The municipality of Donville-les-Bains (3,242 inhabitants in 2010; 275 ha; municipal website) is located on the Channel, just north of Granville (Normandy).

Donville probably emerged around a monastery, of which a few remains have been found near the today's parish church. Joan, a descendant of William Long-Sword, 2nd Duke of Normandy, was Dame of Donville, Granville and Saint-Pair. In the 13th century, the White Nuns of the Mortain abbey owned the church of Donville and seven fisheries. Donville remained for long a small fisher's village; quartz and clay extraction, as well as brick production, were additional sources of income for the villagers.
Donville increased in significance at the end of the 19th century when sea bathing emerged as a classy leisure.

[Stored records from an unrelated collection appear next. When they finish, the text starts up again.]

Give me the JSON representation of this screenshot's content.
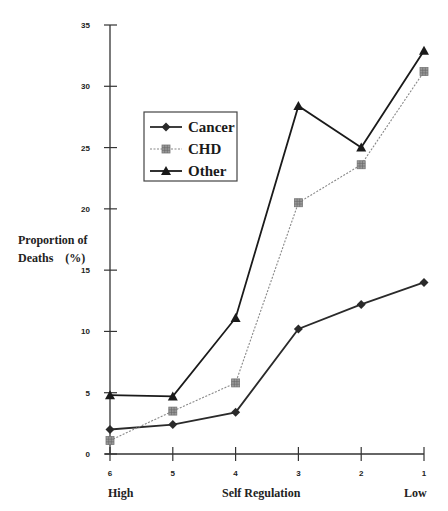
{
  "chart_data": {
    "type": "line",
    "title": "",
    "xlabel": "Self Regulation",
    "xlabel_left": "High",
    "xlabel_right": "Low",
    "ylabel": "Proportion of Deaths (%)",
    "ylabel_line1": "Proportion of",
    "ylabel_line2": "Deaths    (%)",
    "x": [
      "6",
      "5",
      "4",
      "3",
      "2",
      "1"
    ],
    "ylim": [
      0,
      35
    ],
    "yticks": [
      0,
      5,
      10,
      15,
      20,
      25,
      30,
      35
    ],
    "grid": false,
    "legend_position": "upper-left-inside",
    "series": [
      {
        "name": "Cancer",
        "marker": "diamond",
        "line": "solid",
        "color": "#2a2a2a",
        "values": [
          2.0,
          2.4,
          3.4,
          10.2,
          12.2,
          14.0
        ]
      },
      {
        "name": "CHD",
        "marker": "square",
        "line": "dotted",
        "color": "#888888",
        "values": [
          1.1,
          3.5,
          5.8,
          20.5,
          23.6,
          31.2
        ]
      },
      {
        "name": "Other",
        "marker": "triangle",
        "line": "solid",
        "color": "#1a1a1a",
        "values": [
          4.8,
          4.7,
          11.1,
          28.4,
          25.0,
          32.9
        ]
      }
    ]
  }
}
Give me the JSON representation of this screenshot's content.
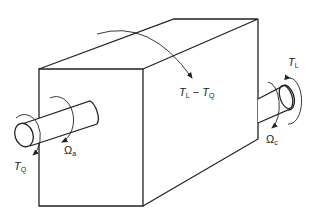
{
  "diagram": {
    "title": "",
    "labels": {
      "torque_input": {
        "symbol": "T",
        "subscript": "Q"
      },
      "torque_output": {
        "symbol": "T",
        "subscript": "L"
      },
      "reaction_torque": {
        "symbol_a": "T",
        "sub_a": "L",
        "op": " − ",
        "symbol_b": "T",
        "sub_b": "Q"
      },
      "omega_input": {
        "symbol": "Ω",
        "subscript": "a"
      },
      "omega_output": {
        "symbol": "Ω",
        "subscript": "c"
      }
    },
    "colors": {
      "stroke": "#222222",
      "background": "#ffffff"
    }
  }
}
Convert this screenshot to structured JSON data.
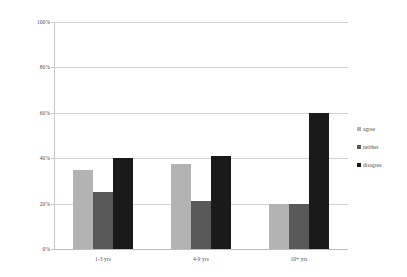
{
  "chart_data": {
    "type": "bar",
    "title": "",
    "subtitle": "",
    "xlabel": "",
    "ylabel": "",
    "categories": [
      "1-3 yrs",
      "4-9 yrs",
      "10+ yrs"
    ],
    "series": [
      {
        "name": "agree",
        "color": "#b3b3b3",
        "values": [
          35,
          37.5,
          20
        ]
      },
      {
        "name": "neither",
        "color": "#595959",
        "values": [
          25,
          21,
          20
        ]
      },
      {
        "name": "disagree",
        "color": "#1a1a1a",
        "values": [
          40,
          41,
          60
        ]
      }
    ],
    "ylim": [
      0,
      100
    ],
    "ytick_values": [
      0,
      20,
      40,
      60,
      80,
      100
    ],
    "ytick_labels": [
      "0%",
      "20%",
      "40%",
      "60%",
      "80%",
      "100%"
    ],
    "grid": true,
    "grid_axis": "y",
    "legend_position": "right",
    "grouping": "clustered",
    "value_unit": "%"
  },
  "axes": {
    "y": {
      "ticks": [
        {
          "label": "100%",
          "value": 100
        },
        {
          "label": "80%",
          "value": 80
        },
        {
          "label": "60%",
          "value": 60
        },
        {
          "label": "40%",
          "value": 40
        },
        {
          "label": "20%",
          "value": 20
        },
        {
          "label": "0%",
          "value": 0
        }
      ]
    },
    "x": {
      "ticks": [
        {
          "label": "1-3 yrs"
        },
        {
          "label": "4-9 yrs"
        },
        {
          "label": "10+ yrs"
        }
      ]
    }
  },
  "legend": {
    "items": [
      {
        "label": "agree",
        "color": "#b3b3b3"
      },
      {
        "label": "neither",
        "color": "#595959"
      },
      {
        "label": "disagree",
        "color": "#1a1a1a"
      }
    ]
  },
  "colors": {
    "background": "#ffffff",
    "gridline": "#d2d2d2",
    "axis": "#c0c0c0",
    "text": "#4a4a4a"
  }
}
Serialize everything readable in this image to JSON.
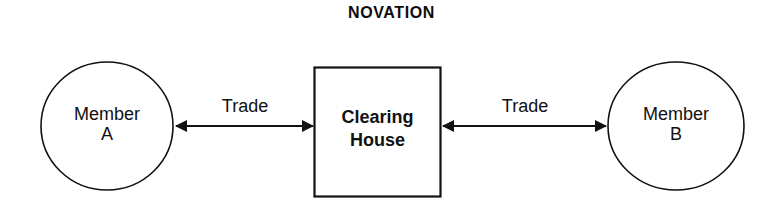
{
  "diagram": {
    "title": "NOVATION",
    "type": "flow-diagram",
    "background_color": "#ffffff",
    "stroke_color": "#111111",
    "nodes": [
      {
        "id": "member-a",
        "shape": "ellipse",
        "label_line1": "Member",
        "label_line2": "A"
      },
      {
        "id": "clearing-house",
        "shape": "rectangle",
        "label_line1": "Clearing",
        "label_line2": "House"
      },
      {
        "id": "member-b",
        "shape": "ellipse",
        "label_line1": "Member",
        "label_line2": "B"
      }
    ],
    "edges": [
      {
        "id": "edge-left",
        "label": "Trade",
        "from": "member-a",
        "to": "clearing-house",
        "arrowheads": "both"
      },
      {
        "id": "edge-right",
        "label": "Trade",
        "from": "clearing-house",
        "to": "member-b",
        "arrowheads": "both"
      }
    ]
  }
}
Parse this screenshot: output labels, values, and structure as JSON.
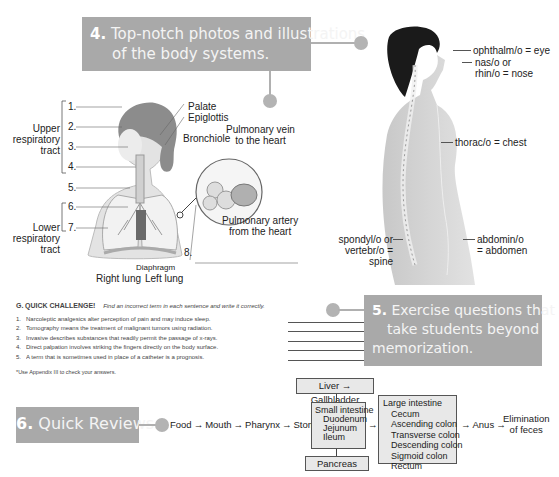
{
  "callouts": {
    "photos": {
      "number": "4.",
      "line1": "Top-notch photos and illustrations",
      "line2": "of the body systems."
    },
    "exercise": {
      "number": "5.",
      "line1": "Exercise questions that",
      "line2": "take students beyond",
      "line3": "memorization."
    },
    "reviews": {
      "number": "6.",
      "text": "Quick Reviews."
    }
  },
  "respiratory_diagram": {
    "groups": {
      "upper": "Upper\nrespiratory\ntract",
      "lower": "Lower\nrespiratory\ntract"
    },
    "numbers": [
      "1.",
      "2.",
      "3.",
      "4.",
      "5.",
      "6.",
      "7.",
      "8."
    ],
    "labels": {
      "palate": "Palate",
      "epiglottis": "Epiglottis",
      "bronchiole": "Bronchiole",
      "pulmonary_vein": "Pulmonary vein\nto the heart",
      "pulmonary_artery": "Pulmonary artery\nfrom the heart",
      "diaphragm": "Diaphragm",
      "right_lung": "Right lung",
      "left_lung": "Left lung"
    }
  },
  "body_photo": {
    "labels": {
      "eye": "ophthalm/o = eye",
      "nose": "nas/o or\nrhin/o = nose",
      "chest": "thorac/o = chest",
      "spine": "spondyl/o or\nvertebr/o =\nspine",
      "abdomen": "abdomin/o\n= abdomen"
    }
  },
  "quick_challenge": {
    "letter": "G.",
    "title": "QUICK CHALLENGE!",
    "instruction": "Find an incorrect term in each sentence and write it correctly.",
    "items": [
      {
        "n": "1.",
        "text": "Narcoleptic analgesics alter perception of pain and may induce sleep."
      },
      {
        "n": "2.",
        "text": "Tomography means the treatment of malignant tumors using radiation."
      },
      {
        "n": "3.",
        "text": "Invasive describes substances that readily permit the passage of x-rays."
      },
      {
        "n": "4.",
        "text": "Direct palpation involves striking the fingers directly on the body surface."
      },
      {
        "n": "5.",
        "text": "A term that is sometimes used in place of a catheter is a prognosis."
      }
    ],
    "footnote": "*Use Appendix III to check your answers."
  },
  "digestive_flow": {
    "steps": [
      "Food",
      "Mouth",
      "Pharynx",
      "Stomach"
    ],
    "liver": "Liver → Gallbladder",
    "small_intestine": {
      "title": "Small intestine",
      "parts": [
        "Duodenum",
        "Jejunum",
        "Ileum"
      ]
    },
    "pancreas": "Pancreas",
    "large_intestine": {
      "title": "Large intestine",
      "parts": [
        "Cecum",
        "Ascending colon",
        "Transverse colon",
        "Descending colon",
        "Sigmoid colon",
        "Rectum"
      ]
    },
    "anus": "Anus",
    "end": "Elimination\nof feces",
    "arrow": "→"
  }
}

Due to its sandy shore of 3 km in length, the municipality was officially renamed Donville-les-Bains in 1907 and granted the title of sea resort (station balnéaire) in 1962.

Donville has some fame among astronomers thanks to Lucien Rudaux (1874-1947), who established an observatory in the Donville family house.
Quoting the website of the International Association of Astronomical Artists:

Lucien Rudaux was, first and foremost, an astronomer and became director of the observatory at Donville, Normandy. He also wrote and illustrated his own books, such as the sought-after classic Sur les autres mondes [1937]. Through his telescope, he observed the "limb" of the Moon, where its battered surface is seen in profile against the black sky. While other artists showed lunar mountains as being steep, jagged peaks, Rudaux painted them as rounded and eroded - not by the elements but by eons of impacts by meteorites, extremes of temperature and electrostatic levitation of the dust. His paintings often resemble Apollo photographs, yet they were produced far before anyone ever went to the Moon. A crater on Mars has been named after him.

Lucien Rudaux was the son of Edmond Rudeaux (1840-1908), a noted painter who illustrated books by Gustave Flaubert, Émile Zola, George Sand (La mare au diable) and Pierre Loti (Pêcheur d'Islande).

Ivan Sache, 9 September 2013


Flag of Donville-les-Bains

The flag of Donville-les-Bains is white with the municipal logo in the middle.